GlobalFoundries CEO: New York chip factory likely delayed if U.S. subsidy bill fails

Reuters

By Stephen Nellis and Jane Lanhee Lee

(Reuters) – A planned semiconductor factory in upstate New York will likely be delayed if a bill to bolster the U.S. computer chip industry fails to pass in the coming weeks, the chief executive of GlobalFoundries Inc told Reuters on Tuesday.

The U.S. Senate is due to vote later on Tuesday on a slimmed-down version of legislation to provide $52 billion in subsidies and tax credits for the industry more than a year after passing its first version of a bill.


The bill, which aims to counter rising competition from China, would provide payments to companies like Intel Corp, Samsung Electronics Co Ltd, Taiwan Semiconductor Manufacturing Co and GlobalFoundries to construct chip factories in the United States.

Last year, GlobalFoundries, which makes chips for the U.S. military and other customers, said it would build a second factory at its headquarters in Malta, New York. GlobalFoundries has not given a price tag or timeline for the new plant, but Chief Executive Tom Caulfield said the project will take much longer without U.S. subsidies.

“To do it sooner rather than later, we would need government co-investment with us,” Caulfield told Reuters in an interview. “We have good free cash flow generation, but we’d have to build up the balance sheet to go make those investments.”

By contrast, GlobalFoundries moved forward earlier this month with a plan to build a $5.7 billion factory in France in cooperation with STMicroelectronics that will be fully operational in 2026.

Caulfield said talks for that plant began just before the start of this year and came together in about six months because the French government moved quickly with subsidies.

If U.S. subsidies had passed last year when first attempted, GlobalFoundries might have pressed forward with the New York plant sooner, but instead has turned its attention to France and expanding a Singapore factory, he said.

“We might have had to defer something in France to later because we wouldn’t have had the bandwidth to do three things at once. But we didn’t have an option in the U.S., and we had an option in France,” Caulfield said.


## The problem
The result should be the lines from the one holding "Describe the element at coordinates (424, 325)" to the final line of the records below, repeated exactly and with no pictures.

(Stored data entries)
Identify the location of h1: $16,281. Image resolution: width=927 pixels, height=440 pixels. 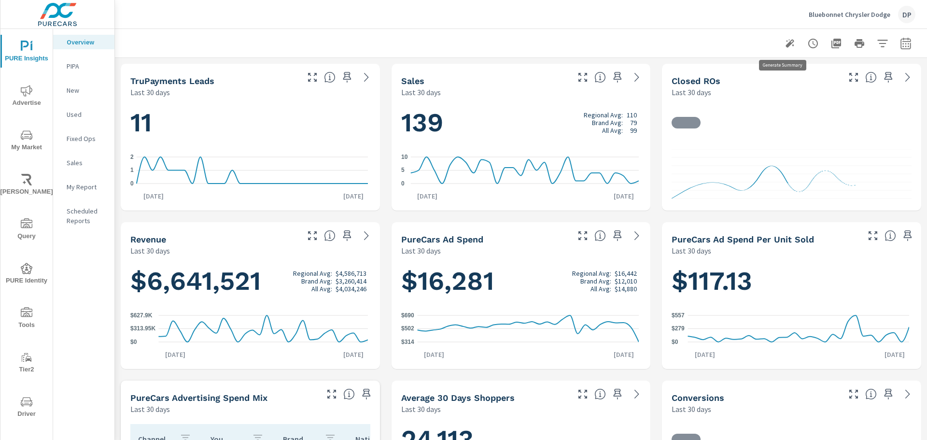
(521, 281).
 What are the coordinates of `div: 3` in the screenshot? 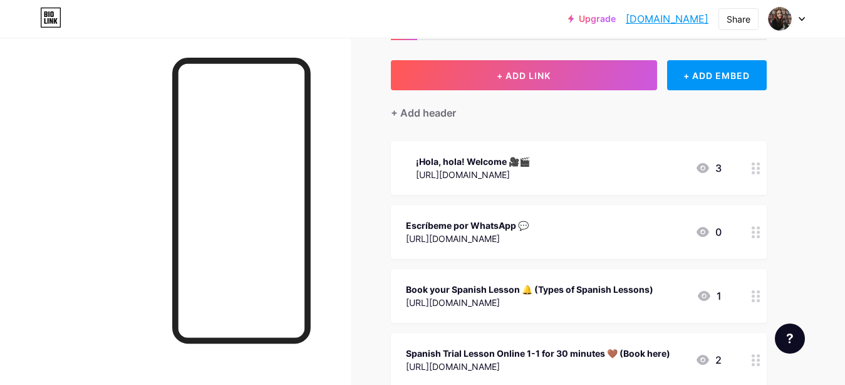 It's located at (709, 168).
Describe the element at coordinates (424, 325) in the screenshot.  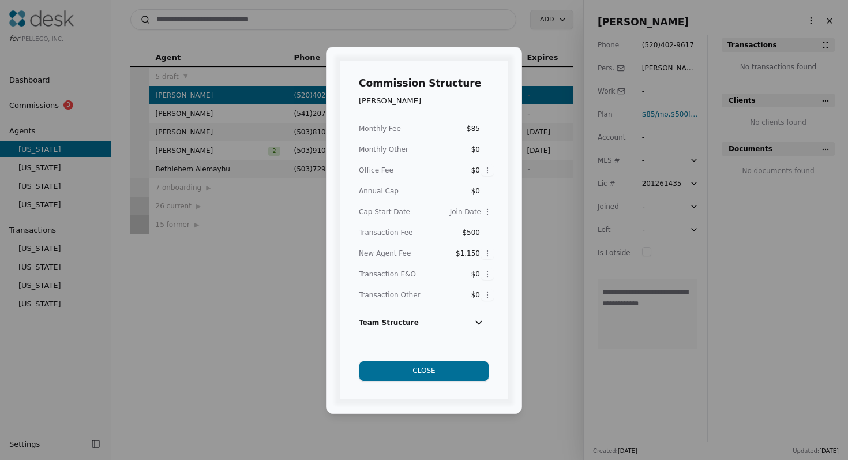
I see `div: Team Structure` at that location.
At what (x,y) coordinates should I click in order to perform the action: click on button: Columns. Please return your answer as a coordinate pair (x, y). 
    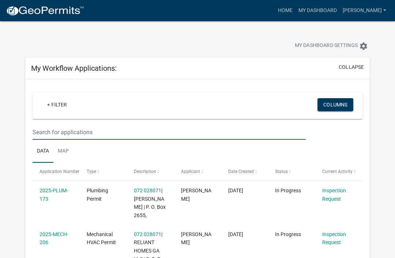
    Looking at the image, I should click on (335, 105).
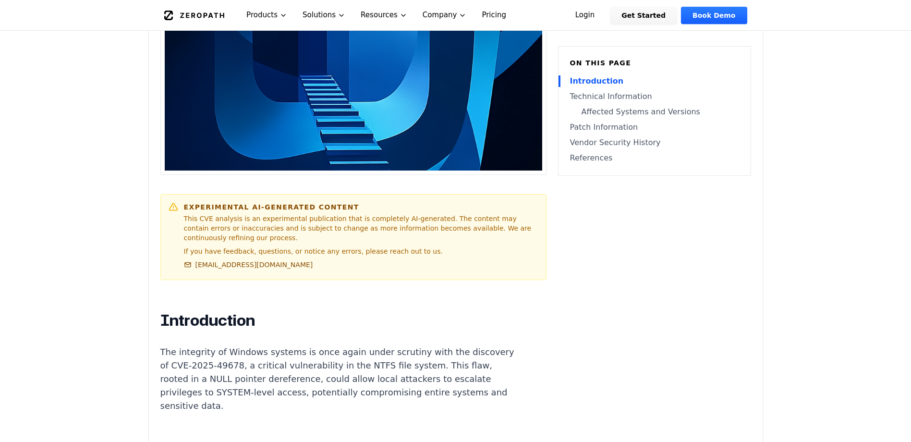  What do you see at coordinates (655, 97) in the screenshot?
I see `a: Technical Information` at bounding box center [655, 97].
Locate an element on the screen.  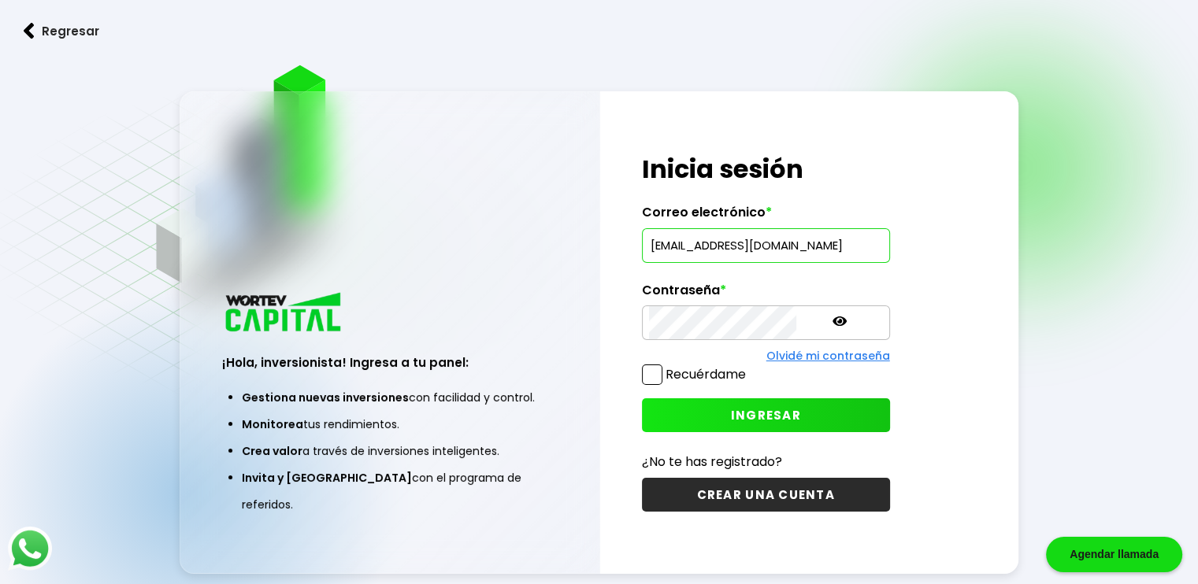
label: Correo electrónico is located at coordinates (766, 217).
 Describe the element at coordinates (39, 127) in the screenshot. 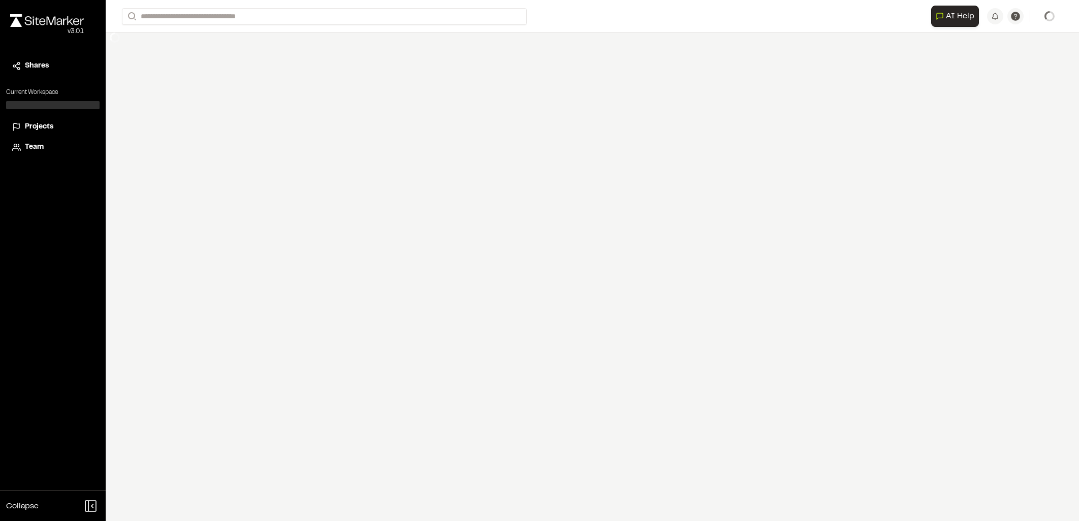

## Response to the task
Describe the element at coordinates (424, 325) in the screenshot.  
I see `div: Team Structure` at that location.
At what (x,y) coordinates should I click in order to perform the action: click on button: Columns. Please return your answer as a coordinate pair (x, y). 
    Looking at the image, I should click on (335, 105).
  What do you see at coordinates (655, 97) in the screenshot?
I see `a: Technical Information` at bounding box center [655, 97].
Locate an element on the screen.  
label: Correo electrónico is located at coordinates (766, 217).
 Describe the element at coordinates (39, 127) in the screenshot. 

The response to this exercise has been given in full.